The stranger makes a sympathetic noise. “I’m afraid not. We do need to keep you blindfolded to keep your location a mystery. I’m sure you understand, my dear.”
“Azar, we had a deal,” Tate interjects. “I’d show you where to find the dragon’s girlfriend, and in exchange, you’d let me go back to Fort Dallas.”
I mentally file the name away. Azar. Azar. I’m going to remember that.
“Yes, we had a deal,” Azar says in that curious voice of his. “And you did an admirable job of retrieving the female for us. But how can we be sure that this is the dragon’s mate? She does not look like the type to entice a gold dragon.”
“I swear she is. He attacked me—hunted me down because I had a relationship with her in the past. Trust me, it’s her.”
I snort. I can’t believe I was ever afraid of this douchebag.
Azar chuckles. “You do not agree with his statement, Sasha?”
“I just thought it was interesting how quick he is to run his mouth and sell me out,” I comment, keeping my tone light. “Thanks for that, Tate. I’m sure all of Fort Dallas will sleep better tonight knowing you’re going to be around to protect them from Big Bad Sasha.”
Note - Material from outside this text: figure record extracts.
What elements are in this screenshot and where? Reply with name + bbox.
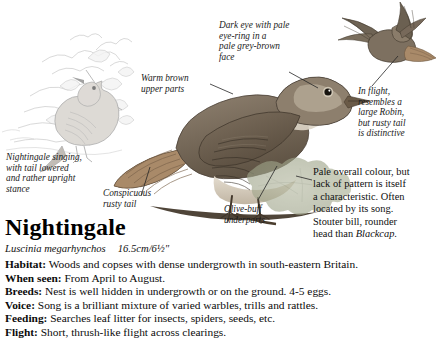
annotation-underparts: Olive-buff underparts bbox=[224, 204, 294, 225]
fact-label-feeding: Feeding: bbox=[5, 312, 47, 324]
fact-row-when-seen: When seen: From April to August. bbox=[5, 272, 437, 286]
fact-label-habitat: Habitat: bbox=[5, 258, 46, 270]
description-block: Pale overall colour, but lack of pattern… bbox=[313, 166, 439, 240]
desc-line-6-post: . bbox=[394, 228, 397, 239]
fact-text-feeding: Searches leaf litter for insects, spider… bbox=[47, 312, 275, 324]
bird-head bbox=[276, 77, 352, 125]
fact-row-habitat: Habitat: Woods and copses with dense und… bbox=[5, 258, 437, 272]
fact-row-voice: Voice: Song is a brilliant mixture of va… bbox=[5, 299, 437, 313]
desc-line-5: Stouter bill, rounder bbox=[313, 216, 397, 227]
scientific-name: Luscinia megarhynchos bbox=[5, 243, 106, 254]
bird-underparts bbox=[214, 176, 296, 204]
fact-text-voice: Song is a brilliant mixture of varied wa… bbox=[35, 299, 318, 311]
desc-line-3: a characteristic. Often bbox=[313, 191, 404, 202]
field-guide-page: Dark eye with pale eye-ring in a pale gr… bbox=[0, 0, 441, 342]
fact-label-when-seen: When seen: bbox=[5, 272, 62, 284]
desc-line-6-pre: head than bbox=[313, 228, 356, 239]
fact-row-breeds: Breeds: Nest is well hidden in undergrow… bbox=[5, 285, 437, 299]
bird-size: 16.5cm/6½" bbox=[118, 243, 170, 254]
fact-list: Habitat: Woods and copses with dense und… bbox=[5, 258, 437, 340]
flight-bird-illustration bbox=[338, 2, 436, 62]
wing-feathers bbox=[212, 139, 268, 190]
fact-text-flight: Short, thrush-like flight across clearin… bbox=[38, 326, 226, 338]
annotation-in-flight: In flight, resembles a large Robin, but … bbox=[358, 86, 440, 139]
fact-text-when-seen: From April to August. bbox=[62, 272, 165, 284]
dark-eye bbox=[324, 88, 331, 95]
desc-line-4: located by its song. bbox=[313, 203, 393, 214]
fact-label-flight: Flight: bbox=[5, 326, 38, 338]
fact-row-feeding: Feeding: Searches leaf litter for insect… bbox=[5, 312, 437, 326]
annotation-dark-eye: Dark eye with pale eye-ring in a pale gr… bbox=[219, 20, 327, 62]
page-title: Nightingale bbox=[5, 214, 126, 241]
annotation-rusty-tail: Conspicuous rusty tail bbox=[103, 188, 175, 209]
flight-rusty-tail bbox=[404, 46, 436, 62]
scientific-name-line: Luscinia megarhynchos16.5cm/6½" bbox=[5, 243, 169, 254]
bird-body bbox=[176, 95, 309, 179]
fact-label-breeds: Breeds: bbox=[5, 285, 42, 297]
desc-blackcap-reference: Blackcap bbox=[356, 228, 395, 239]
desc-line-2: lack of pattern is itself bbox=[313, 178, 406, 189]
fact-row-flight: Flight: Short, thrush-like flight across… bbox=[5, 326, 437, 340]
eye-ring bbox=[323, 87, 333, 97]
wing bbox=[199, 112, 300, 166]
fact-label-voice: Voice: bbox=[5, 299, 35, 311]
fact-text-habitat: Woods and copses with dense undergrowth … bbox=[46, 258, 358, 270]
desc-line-1: Pale overall colour, but bbox=[313, 166, 410, 177]
fact-text-breeds: Nest is well hidden in undergrowth or on… bbox=[42, 285, 331, 297]
annotation-upper-parts: Warm brown upper parts bbox=[141, 73, 226, 94]
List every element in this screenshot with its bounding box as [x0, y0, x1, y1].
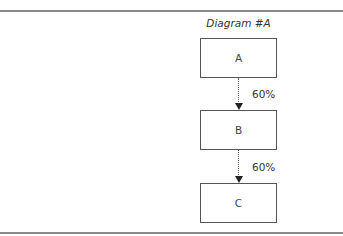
node-a-label: A [235, 52, 242, 64]
node-b-label: B [235, 124, 242, 136]
diagram-title: Diagram #A [200, 17, 277, 29]
node-c: C [200, 183, 277, 223]
edge-b-c-label: 60% [252, 161, 275, 173]
edge-a-b-label: 60% [252, 88, 275, 100]
arrowhead-icon [235, 103, 243, 110]
bottom-divider [0, 232, 343, 234]
edge-b-c-arrow [237, 150, 240, 183]
dotted-line [238, 78, 239, 104]
node-c-label: C [235, 197, 242, 209]
dotted-line [238, 150, 239, 177]
node-b: B [200, 110, 277, 150]
edge-a-b-arrow [237, 78, 240, 110]
arrowhead-icon [235, 176, 243, 183]
node-a: A [200, 38, 277, 78]
top-divider [0, 10, 343, 12]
“Aha. So it seems I am not the only one to notice your lack of loyalty,” Azar continues in that smooth, accented tone. “And that is why you find yourself here, my friend. I truly do wish you could return to Fort Dallas, but how do I know you will not tell them all about me and my band of men? About our tactics for avoiding dragons? That would interfere with any plans I have, and I do not think I could allow that. Not after I have been so careful.”